Using ‘binaural sound’ (a method of recording that produces a 3-D sound effect), immersive and interactive theatre, the show is a darkly absurd exploration of our relationship to technology – from online shopping to internet dating, social media like/share obsessions to teens that film rather than save each other from death. In other words, all the bad stuff. Just say no, kids.
The scope of the subject matter dilutes the message of the show and leaves it feeling vague and imprecise. Despite the novelty of the headsets, where catchy pop is interspersed with ‘ironic’ messages to “relax and enjoy the phone friendly space – take a selfie – flick through apps – avoid awkward conversations”, and the cheesy fun of realising the audience is being played with by being given different instructions according to the colour of the headphones we’re wearing, there’s not enough emotional depth or clarity of message to be either moved or enlightened, just a vague sense of being lectured about consumerism and over-reliance on technology.

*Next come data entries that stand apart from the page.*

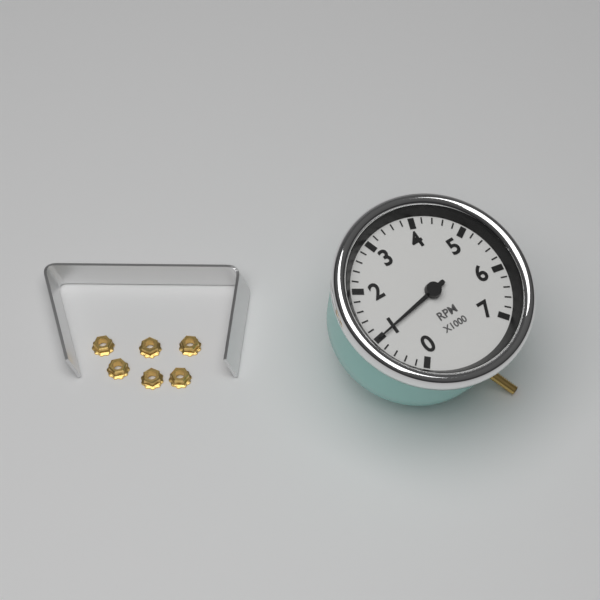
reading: 1000 RPM
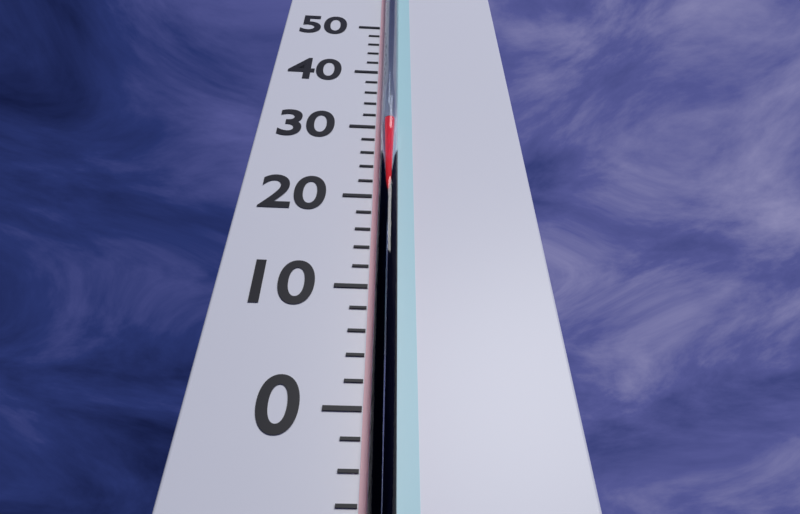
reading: 30 °C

The young and charmingly perky cast do their best to engage the audience to participate in the interactive elements, getting each group to exercise their log-on fingers, dance, flirt with or ‘like’ the others, but the whole concept felt in need of a dramaturg to clarify exactly what they were trying to say, and wanted us to feel. The only moment I saw the performers drop out of their rictus-grin jazz-hands act to appear to express real angst, during a strange dance to Sia’s Chandelier, was fleeting and not returned to, and we were left to chuckle weakly at tales of humans failing to connect IRL and salutary tales of gamers who play themselves to death and single mums resorting to online porn to fund their shopping habits. The production was slick, the lighting and staging inventive, and clever use was made of the technology – yet the show was overlong, oversimplistic, and flabby. The seed of something darkly funny and interesting was there – it just needed developing. It turns out, it does matter what they’re doing, even when they do it well.